In which direction should convention center grow?
Planners consider reaching toward lake or downtown

Sarah Hollander
Plain Dealer Reporter


An architect's rendering of a new convention center lobby shows a 30-foot-tall wall of windows overlooking Lake Erie. Conventioneers would enter through a dramatic glass triangle bigger than the Rock Hall's signature pyramid.

Another option shows an extension along Ontario Street. The block-long structure would replace a handful of nondescript buildings along Ontario Street and anchor the western edge of the historic Burnham Group Plan - three blocks of grassy malls surrounded mainly by government buildings.

With Forest City's recent decision to withdraw its site behind Tower City from consideration for a new Cleveland convention center, the only remaining option is to renovate and expand the center along and under the malls. But the Convention Facilities Authority still must recommend whether to expand north or west. Seattle's LMN Architects and Cleveland's Osborn Engineers worked together on the two alternatives.

The best, authority members say, would spur spin-off development, improve connections to the lakefront and add iconic architecture.

The city's planning commission will meet this morning with the Landmarks Commission and Design Review Advisory Committee to discuss the options.

"Functionally, they both work," LMN partner Mark Reddington said. By keeping the sprawling exhibit hall underground and out of sight in both designs, the planners dealt with a generic convention center challenge-fitting what tend to be large boring boxes into tight urban spaces. "You don't have the mass at all," Reddington said. "You only see what you want to see."

Plans call for excavating Malls B and C, demolishing the sub-surface exhibit space and digging 14 feet deeper to create higher ceilings.

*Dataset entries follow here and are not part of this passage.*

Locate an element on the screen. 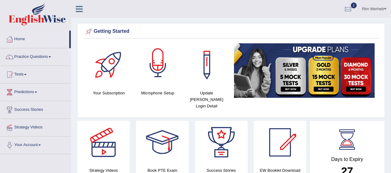 This screenshot has height=173, width=391. a: Predictions is located at coordinates (36, 91).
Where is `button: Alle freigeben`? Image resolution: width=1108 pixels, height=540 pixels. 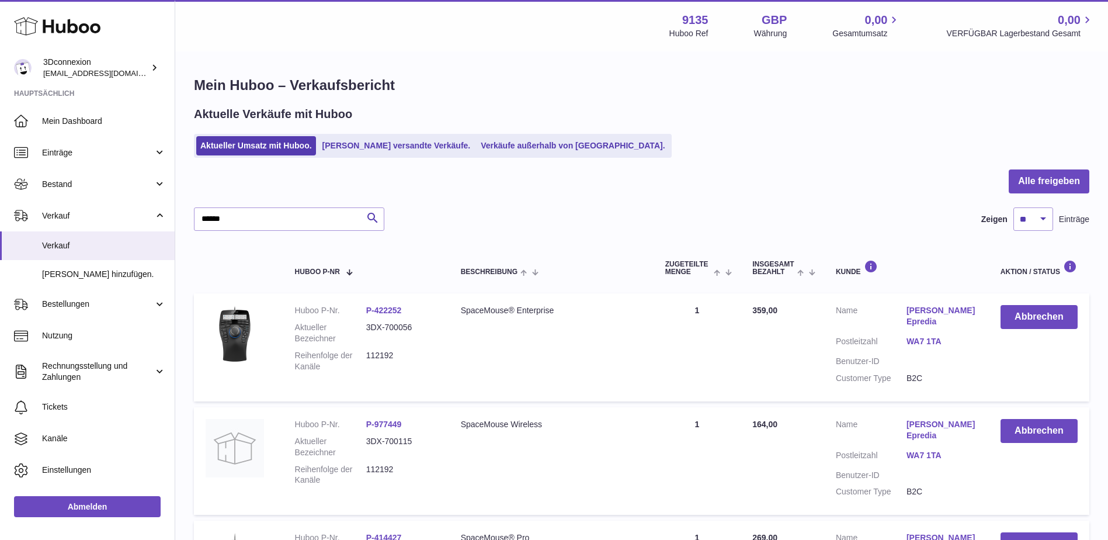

To avoid using columns to support the roof, cables like those on a suspension bridge would span the reconstructed malls. Wedge-shaped skylight towers would bring sunlight into the space.

The two designs differ mainly in the location of the ballroom, lobby, kitchen and parking.

The north, or lakefront, plan takes advantage of what has been a liability-the bluff that has kept downtown separate from the lakefront for decades, City Planner Robert Brown said. The lobby and ballroom would be built against the steep drop-off behind City Hall and over the railroad tracks below. The new lobby's roof would become Mall D, an extension of the mall plan.

This design would create a lobby with a sweeping view of the lake without blocking the view from the malls above. A pedestrian bridge over the Shoreway would help Clevelanders and visitors reach North Coast Harbor attractions more easily. "My impression is, there's something more emotionally inspiring about the northern option," Reddington said.

Spin-off development opportunities exist between the Mall D extension and East Ninth Street.

CFA member Pat Sweeney, for one, said he wants planners to get as close to the waterfront as possible and go from there. "This could be an engine for the whole lakefront development plan," he said.

Mayor Jane Campbell's lakefront vision includes converting the Shoreway into a boulevard and moving the commercial shipping operations to west of the Cuyahoga River to make way for housing, entertainment and other development on downtown docks.

Expanding west along Ontario Street has benefits, too, Reddington said. The lobby and entrance would be west of Mall B, across the mall from the existing entrance. The western space is closer to the city's center. And it gives Cleveland an opportunity to better define the western edge of the mall with architecture parallel with Public Auditorium, which is on the eastern edge, Reddington said.

Cuyahoga County plans to move its administration building from the block in the next several years. The CFA also would need to buy and raze a parking garage and office building in the same block.

A lakefront connection from the new building, although less integrated than the Mall D option, could include a Lakeside Avenue terrace and a pedestrian bridge over the Shoreway. With this option, visitors could stand at the exhibit hall's southern edge and look all the way through to a bank of windows at the end of Mall C.